Last Updated: March 29, 2026
We need to simulate exactly how browser navigation works. You maintain a history of pages you've visited, and you can move backward and forward through that history. The critical behavior is what happens when you visit a new page while you're somewhere in the middle of your history: all the forward history gets wiped out.
Picture it like this. You visit pages A, B, C, D, then go back twice to B. Now you visit E. At this point, C and D are gone forever. Your history is A, B, E, and there's nothing to move forward to. This "clear forward history on visit" behavior is the core design challenge.
The question boils down to: what data structure lets us efficiently append, truncate forward entries, and move a pointer back and forth?

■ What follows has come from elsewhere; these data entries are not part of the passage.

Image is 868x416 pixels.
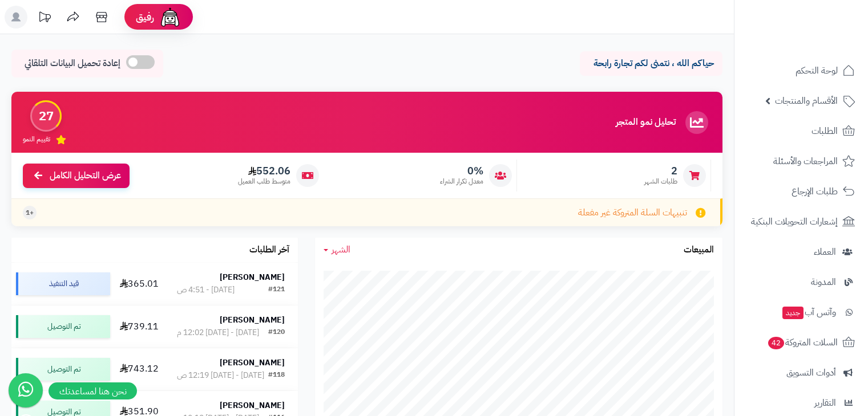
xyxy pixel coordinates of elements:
[23,135,50,144] span: تقييم النمو
[811,274,836,290] span: المدونة
[440,177,483,187] span: معدل تكرار الشراء
[741,329,861,356] a: السلات المتروكة42
[238,165,290,177] span: 552.06
[781,305,836,321] span: وآتس آب
[751,214,837,230] span: إشعارات التحويلات البنكية
[23,163,129,188] a: عرض التحليل الكامل
[16,358,110,381] div: تم التوصيل
[741,117,861,145] a: الطلبات
[177,370,264,381] div: [DATE] - [DATE] 12:19 ص
[16,315,110,338] div: تم التوصيل
[115,348,163,391] td: 743.12
[791,183,837,199] span: طلبات الإرجاع
[741,359,861,387] a: أدوات التسويق
[578,207,687,219] span: تنبيهات السلة المتروكة غير مفعلة
[220,357,285,369] strong: [PERSON_NAME]
[813,244,836,260] span: العملاء
[741,299,861,326] a: وآتس آبجديد
[782,307,803,319] span: جديد
[768,337,784,349] span: 42
[440,165,483,177] span: 0%
[741,147,861,175] a: المراجعات والأسئلة
[25,208,33,218] span: +1
[136,10,154,24] span: رفيق
[767,335,837,351] span: السلات المتروكة
[220,271,285,283] strong: [PERSON_NAME]
[741,57,861,85] a: لوحة التحكم
[616,117,675,128] h3: تحليل نمو المتجر
[741,208,861,235] a: إشعارات التحويلات البنكية
[177,285,234,296] div: [DATE] - 4:51 ص
[220,314,285,326] strong: [PERSON_NAME]
[332,243,350,257] span: الشهر
[811,123,837,139] span: الطلبات
[30,6,59,31] a: تحديثات المنصة
[238,177,290,187] span: متوسط طلب العميل
[814,395,836,411] span: التقارير
[115,305,163,348] td: 739.11
[177,327,259,339] div: [DATE] - [DATE] 12:02 م
[644,177,677,187] span: طلبات الشهر
[159,6,181,29] img: ai-face.png
[268,327,285,339] div: #120
[790,29,857,53] img: logo-2.png
[324,243,350,257] a: الشهر
[268,370,285,381] div: #118
[795,63,837,79] span: لوحة التحكم
[220,399,285,411] strong: [PERSON_NAME]
[741,178,861,205] a: طلبات الإرجاع
[786,365,836,381] span: أدوات التسويق
[250,245,290,255] h3: آخر الطلبات
[16,273,110,295] div: قيد التنفيذ
[25,57,120,70] span: إعادة تحميل البيانات التلقائي
[49,169,121,183] span: عرض التحليل الكامل
[741,269,861,296] a: المدونة
[268,285,285,296] div: #121
[773,153,837,169] span: المراجعات والأسئلة
[775,93,837,109] span: الأقسام والمنتجات
[644,165,677,177] span: 2
[683,245,714,255] h3: المبيعات
[741,238,861,265] a: العملاء
[115,263,163,305] td: 365.01
[588,57,714,70] p: حياكم الله ، نتمنى لكم تجارة رابحة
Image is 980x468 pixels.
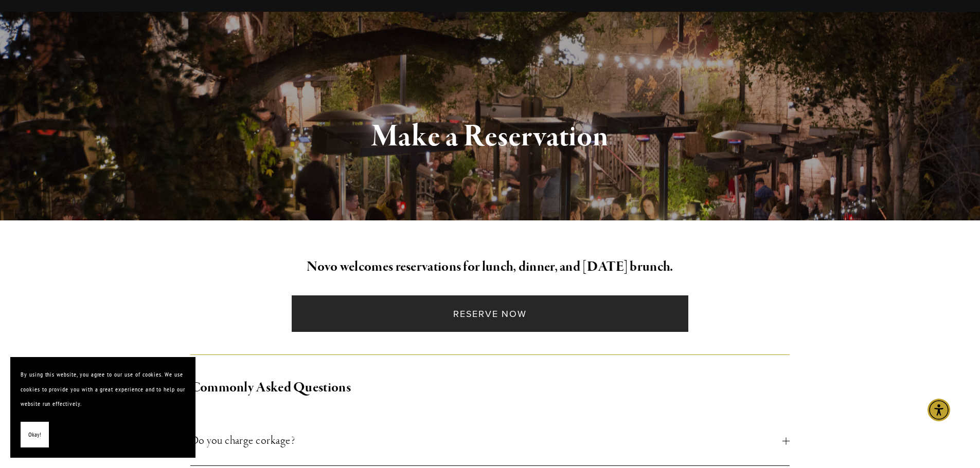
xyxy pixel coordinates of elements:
[190,416,790,466] button: Do you charge corkage?
[190,431,782,450] span: Do you charge corkage?
[190,257,790,278] h2: Novo welcomes reservations for lunch, dinner, and [DATE] brunch.
[28,428,41,443] span: Okay!
[927,398,950,421] div: Accessibility Menu
[21,422,49,448] button: Okay!
[371,117,609,156] strong: Make a Reservation
[21,367,185,412] p: By using this website, you agree to our use of cookies. We use cookies to provide you with a grea...
[190,377,790,398] h2: Commonly Asked Questions
[10,357,196,458] section: Cookie banner
[292,295,688,332] a: Reserve Now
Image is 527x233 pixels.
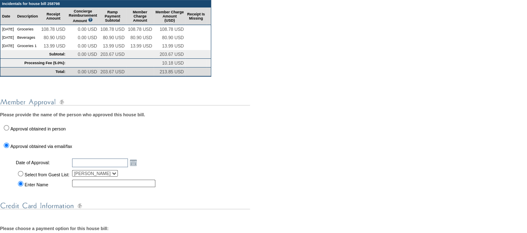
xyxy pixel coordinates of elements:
[100,52,125,57] span: 203.67 USD
[160,69,184,74] span: 213.85 USD
[15,42,40,50] td: Groceries 1
[10,144,72,149] label: Approval obtained via email/fax
[88,17,93,22] img: questionMark_lightBlue.gif
[15,157,70,168] td: Date of Approval:
[0,67,67,76] td: Total:
[162,35,184,40] span: 80.90 USD
[44,43,65,48] span: 13.99 USD
[160,52,184,57] span: 203.67 USD
[44,35,65,40] span: 80.90 USD
[126,7,154,25] td: Member Charge Amount
[78,27,97,32] span: 0.00 USD
[78,52,97,57] span: 0.00 USD
[25,172,70,177] label: Select from Guest List:
[15,7,40,25] td: Description
[99,7,126,25] td: Ramp Payment Subtotal
[41,27,65,32] span: 108.78 USD
[103,35,125,40] span: 80.90 USD
[103,43,125,48] span: 13.99 USD
[10,126,66,131] label: Approval obtained in person
[129,158,138,167] a: Open the calendar popup.
[0,25,15,33] td: [DATE]
[185,7,207,25] td: Receipt Is Missing
[0,42,15,50] td: [DATE]
[25,182,48,187] label: Enter Name
[78,35,97,40] span: 0.00 USD
[0,33,15,42] td: [DATE]
[78,69,97,74] span: 0.00 USD
[162,60,184,65] span: 10.18 USD
[15,33,40,42] td: Beverages
[100,69,125,74] span: 203.67 USD
[78,43,97,48] span: 0.00 USD
[128,27,152,32] span: 108.78 USD
[160,27,184,32] span: 108.78 USD
[100,27,125,32] span: 108.78 USD
[15,25,40,33] td: Groceries
[40,7,67,25] td: Receipt Amount
[154,7,185,25] td: Member Charge Amount (USD)
[67,7,99,25] td: Concierge Reimbursement Amount
[162,43,184,48] span: 13.99 USD
[0,59,67,67] td: Processing Fee (5.0%):
[130,35,152,40] span: 80.90 USD
[130,43,152,48] span: 13.99 USD
[0,50,67,59] td: Subtotal:
[0,7,15,25] td: Date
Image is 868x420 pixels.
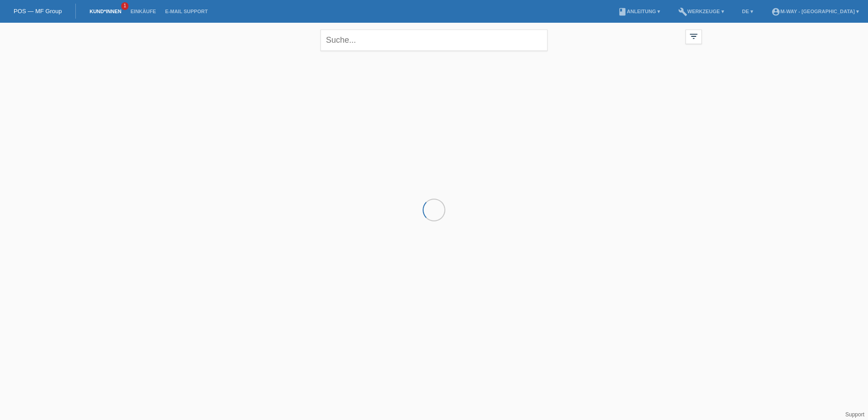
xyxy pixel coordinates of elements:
a: POS — MF Group [14,8,62,14]
span: 1 [121,2,129,10]
a: Einkäufe [126,9,160,14]
a: Kund*innen [85,9,126,14]
a: bookAnleitung ▾ [614,9,665,14]
input: Suche... [321,30,548,51]
i: build [678,8,687,16]
i: account_circle [772,8,781,16]
a: account_circlem-way - [GEOGRAPHIC_DATA] ▾ [767,9,864,14]
a: DE ▾ [738,9,758,14]
a: Support [845,411,865,417]
i: filter_list [689,32,699,41]
i: book [618,8,627,16]
a: E-Mail Support [161,9,212,14]
a: buildWerkzeuge ▾ [674,9,729,14]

1 <= steps <= 100 -> Steps are small, so even a loop-based pointer adjustment is fine. No need for O(1) jump tricks.5000 calls to visit, back, and forward -> Very small number of operations. Any O(n) approach per call works comfortably.The most natural mental model for browser history is a chain of nodes where you can move forward and backward, exactly like a doubly linked list. Each node stores a URL, and you keep a pointer to your current node. Going back means following the prev pointer, going forward means following the next pointer, and visiting a new page means creating a new node after the current one and severing everything that came after.
This mirrors the real-world metaphor perfectly. But it comes with overhead: creating node objects, managing pointers, and dealing with garbage collection. For a problem like this, it works, but it's heavier than necessary.
url, prev, and next fields.current to this node.visit(url), create a new node, set current.next to the new node and the new node's prev to current. Move current to the new node. This automatically discards all forward history because nothing points to the old next chain anymore.back(steps), move current backward by following prev pointers up to steps times, stopping if prev is null.forward(steps), move current forward by following next pointers up to steps times, stopping if next is null.back and forward, O(1) for visit. Back and forward traverse the linked list one node at a time, up to steps nodes. Visit just creates a node and updates two pointers.The linked list approach works but traverses nodes one at a time during back and forward. What if we could avoid node-by-node traversal using a simpler, contiguous data structure?
Instead of a linked list, use a simple dynamic array (list) and an integer index pointing to the current page. The array stores URLs in visit order, and the index tells us where we are.
The key insight is how to handle "clear forward history." When we visit a new page from the middle of the history, we don't need to actually delete elements from the array. We just place the new URL at position current + 1 and update a boundary variable that marks the last valid index. Anything beyond that boundary is dead history, invisible to back and forward.
This gives us O(1) for all three operations: visit just writes to an index and updates two integers, back and forward just do arithmetic on the current pointer.
The array acts as a "virtual" history where the last variable serves as a soft boundary. Instead of physically removing forward pages (which would require shifting elements or shrinking the array), we just ignore them by capping forward at last. When a new page is visited, it overwrites whatever was at current + 1, and last moves to match. This is essentially the same trick used in array-based stacks where "popping" just decrements a size counter without clearing memory.
The max and min clamping in back and forward elegantly handles the "can only go x steps" requirement without needing any conditional logic or loops. If you request 100 steps back but you're only at index 2, max(0, 2 - 100) = 0 takes you to the homepage.
current = 0 and last = 0 (the index of the last valid page).visit(url), increment current by 1. If current equals the array size, append the URL. Otherwise, overwrite the URL at current. Set last = current to invalidate all forward history.back(steps), set current = max(0, current - steps). Return the URL at the new current.forward(steps), set current = min(last, current + steps). Return the URL at the new current.last, but the total size never exceeds the number of visits plus one.